The Pioneer's "Auto PCM" and "Digital", in the case of your signal from your CD player, do the same thing. Your CD player outputs PCM, so that's what is being handled regardless of how the selection is made. Even in terms of how the player is connected, coax or optical, it's still just PCM, and once it's in the AVR, it's all handled identically, which is to be internally up-sampled to 24/96 and processed through the SHARC DSP.
Analog is an interesting situation in this case, if you're actually playing an HDCD. If so, the internal processing of the Rotel is necessary to properly decode the HDCD and get the benefit of that format. The only way that's coming out of the Rotel is the analog jacks. Now that's not a real problem, because your Pioneer AVR will re-digitize that signal at 24/96 (but that performs more like an optimistic 20/96) which should be a fairly good match to the 18 bit HDCD performance (as your Rotel manual states), especially considering HDCD's "Peak Extend" function. But, all that considered, there still be not much to be gained from HDCD > Analog > Pioneer. The reason I say the Pioneer, even though it's spec'd at 24/96 for analog inputs to its ADC, there are no inexpensive real 24/96 ADCs in the world. Most barely make it to 20 bits, with many performing up to 18 bits. A real 24 bit-performance ACD is a beastly expensive device that wouldn't be found in an AVR's rarely-used analog inputs.

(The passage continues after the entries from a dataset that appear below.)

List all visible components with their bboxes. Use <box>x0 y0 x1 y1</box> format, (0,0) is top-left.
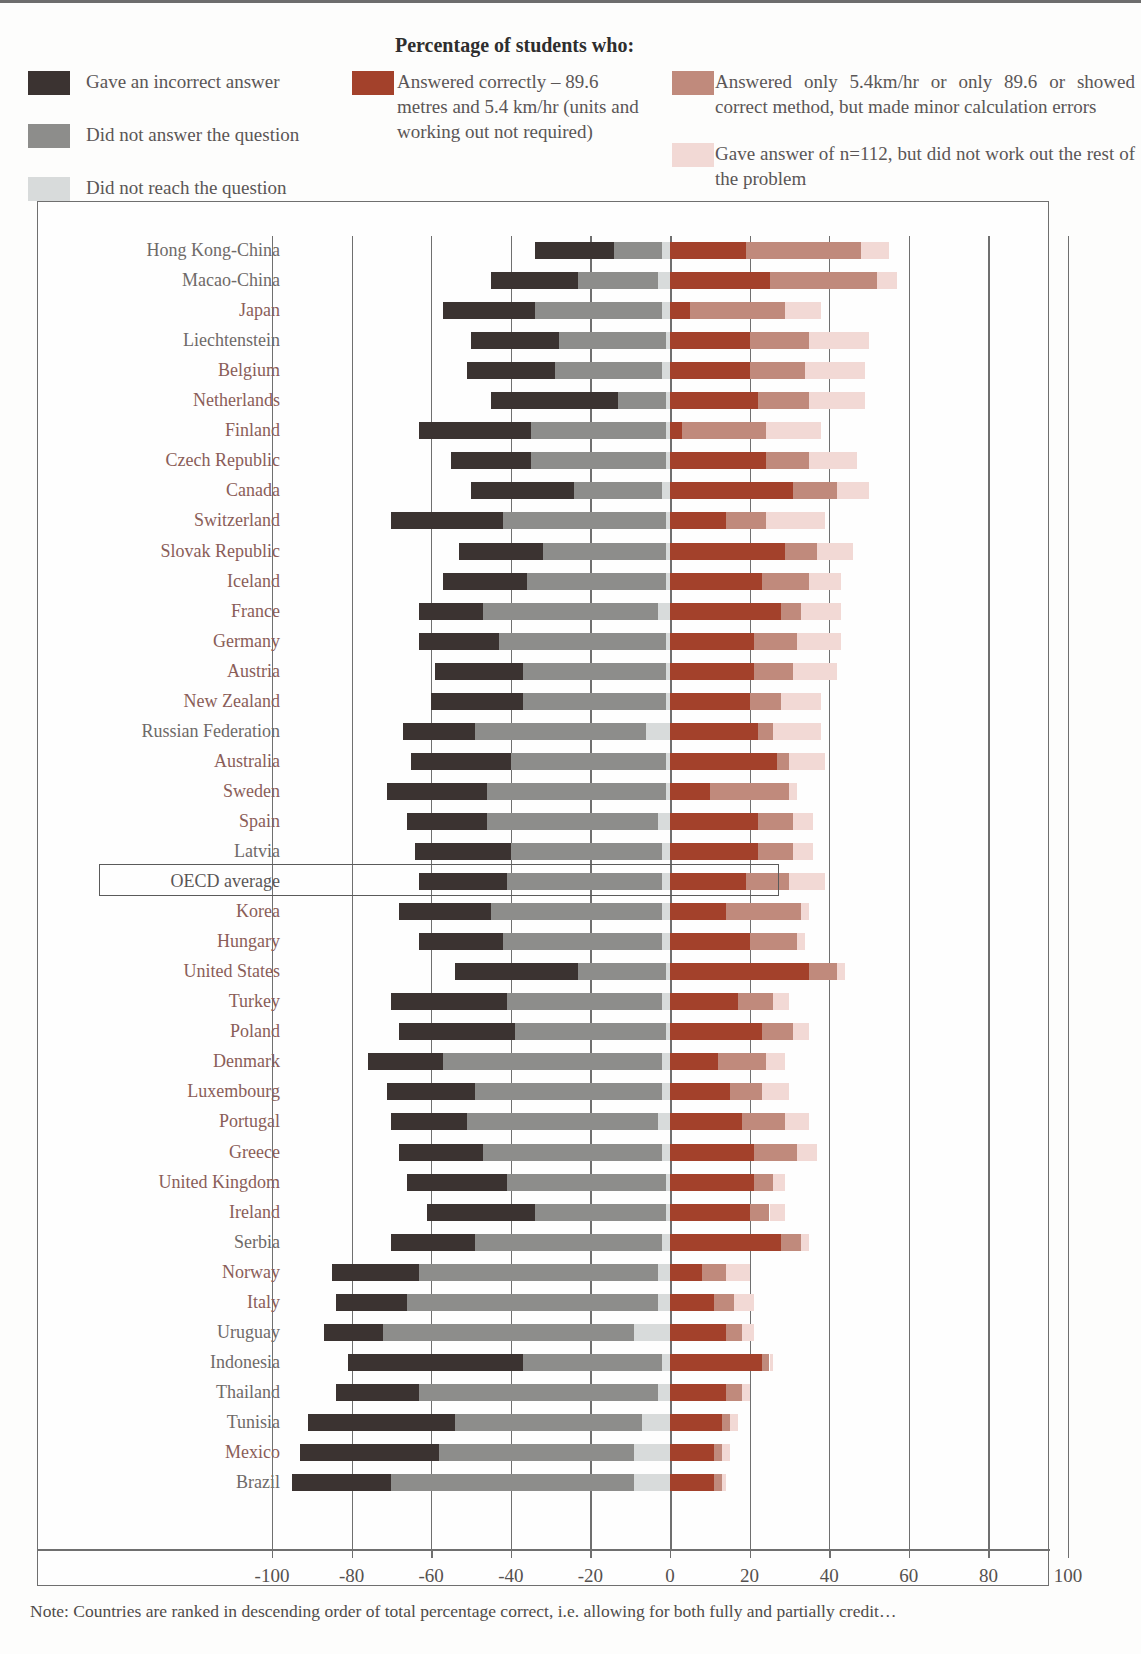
bar-segment-partial <box>766 452 810 469</box>
chart-row: Turkey <box>38 987 1050 1017</box>
chart-row: Mexico <box>38 1438 1050 1468</box>
row-label-brazil: Brazil <box>236 1472 280 1493</box>
bar-segment-partial <box>781 1234 801 1251</box>
chart-row: Czech Republic <box>38 446 1050 476</box>
bar-segment-n112 <box>797 933 805 950</box>
bar-segment-correct <box>670 993 738 1010</box>
row-label-denmark: Denmark <box>213 1051 280 1072</box>
legend-swatch-no_answer <box>28 124 70 148</box>
bar-segment-correct <box>670 1023 762 1040</box>
bar-segment-n112 <box>770 1204 786 1221</box>
bar-segment-partial <box>714 1474 722 1491</box>
bar-segment-partial <box>750 933 798 950</box>
bar-segment-incorrect <box>308 1414 455 1431</box>
bar-segment-correct <box>670 1444 714 1461</box>
x-axis-tick-label-40: 40 <box>820 1565 839 1587</box>
bar-segment-not_reached <box>662 1144 670 1161</box>
bar-segment-partial <box>726 1384 742 1401</box>
chart-row: Hong Kong-China <box>38 236 1050 266</box>
bar-segment-correct <box>670 903 726 920</box>
bar-segment-n112 <box>817 543 853 560</box>
bar-segment-partial <box>754 663 794 680</box>
bar-segment-correct <box>670 362 750 379</box>
bar-segment-correct <box>670 482 793 499</box>
x-axis-tick-60 <box>909 1549 910 1558</box>
bar-segment-correct <box>670 1324 726 1341</box>
bar-segment-n112 <box>801 603 841 620</box>
row-label-oecd-average: OECD average <box>171 871 280 892</box>
bar-segment-partial <box>762 1023 794 1040</box>
legend-label-n112: Gave answer of n=112, but did not work o… <box>715 141 1135 191</box>
bar-segment-n112 <box>785 302 821 319</box>
row-label-germany: Germany <box>213 631 280 652</box>
bar-segment-no_answer <box>503 933 662 950</box>
row-label-italy: Italy <box>247 1292 280 1313</box>
row-label-poland: Poland <box>230 1021 280 1042</box>
bar-segment-correct <box>670 843 758 860</box>
bar-segment-partial <box>754 1174 774 1191</box>
chart-row: Portugal <box>38 1107 1050 1137</box>
bar-segment-incorrect <box>415 843 511 860</box>
bar-segment-not_reached <box>646 723 670 740</box>
row-label-australia: Australia <box>214 751 280 772</box>
x-axis-tick-label-0: 0 <box>665 1565 675 1587</box>
bar-segment-no_answer <box>439 1444 634 1461</box>
chart-row: Russian Federation <box>38 717 1050 747</box>
row-label-switzerland: Switzerland <box>194 510 280 531</box>
bar-segment-correct <box>670 873 746 890</box>
bar-segment-not_reached <box>642 1414 670 1431</box>
legend-title: Percentage of students who: <box>395 34 634 57</box>
chart-row: United Kingdom <box>38 1168 1050 1198</box>
bar-segment-no_answer <box>467 1113 658 1130</box>
row-label-korea: Korea <box>236 901 280 922</box>
bar-segment-no_answer <box>503 512 666 529</box>
row-label-greece: Greece <box>229 1142 280 1163</box>
bar-segment-not_reached <box>662 482 670 499</box>
bar-segment-incorrect <box>336 1294 408 1311</box>
bar-segment-n112 <box>793 843 813 860</box>
x-axis-tick-0 <box>670 1549 671 1558</box>
chart-row: Indonesia <box>38 1348 1050 1378</box>
chart-row: Denmark <box>38 1047 1050 1077</box>
chart-row: Norway <box>38 1258 1050 1288</box>
row-label-france: France <box>231 601 280 622</box>
row-label-hungary: Hungary <box>217 931 280 952</box>
row-label-indonesia: Indonesia <box>210 1352 280 1373</box>
row-label-hong-kong-china: Hong Kong-China <box>147 240 281 261</box>
bar-segment-n112 <box>809 392 865 409</box>
bar-segment-partial <box>785 543 817 560</box>
bar-segment-incorrect <box>443 302 535 319</box>
x-axis-tick--100 <box>272 1549 273 1558</box>
bar-segment-n112 <box>742 1324 754 1341</box>
bar-segment-partial <box>758 392 810 409</box>
bar-segment-n112 <box>722 1444 730 1461</box>
legend-label-not_reached: Did not reach the question <box>86 175 386 200</box>
bar-segment-no_answer <box>535 1204 666 1221</box>
bar-segment-incorrect <box>419 422 530 439</box>
x-axis-tick-80 <box>988 1549 989 1558</box>
bar-segment-incorrect <box>387 1083 475 1100</box>
bar-segment-partial <box>742 1113 786 1130</box>
bar-segment-incorrect <box>491 272 579 289</box>
bar-segment-n112 <box>766 512 826 529</box>
x-axis-tick-40 <box>829 1549 830 1558</box>
row-label-russian-federation: Russian Federation <box>142 721 280 742</box>
bar-segment-correct <box>670 933 750 950</box>
bar-segment-n112 <box>877 272 897 289</box>
chart-row: United States <box>38 957 1050 987</box>
bar-segment-no_answer <box>507 1174 666 1191</box>
bar-segment-not_reached <box>662 993 670 1010</box>
row-label-macao-china: Macao-China <box>182 270 280 291</box>
bar-segment-correct <box>670 1144 754 1161</box>
bar-segment-correct <box>670 1264 702 1281</box>
chart-row: Latvia <box>38 837 1050 867</box>
bar-segment-no_answer <box>555 362 662 379</box>
bar-segment-no_answer <box>487 813 658 830</box>
bar-segment-no_answer <box>618 392 666 409</box>
bar-segment-partial <box>758 723 774 740</box>
bar-segment-correct <box>670 302 690 319</box>
bar-segment-correct <box>670 272 770 289</box>
row-label-czech-republic: Czech Republic <box>166 450 280 471</box>
bar-segment-incorrect <box>419 633 499 650</box>
bar-segment-incorrect <box>411 753 511 770</box>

So what you've got is an HDCD with an optimistic 18 bits at 44.1 being sent via analog to an ADC running at barely 20/96 performance. The end result will likely be closer to 17/44.1 performance after all of that, and now you're pretty much close to a high-end standard CD player with no HDCD.
Anyway, the short story is, for HDCD playback you should use the analog outputs/inputs. For standard CDs, the coaxial connection (PCM) would be better, slightly.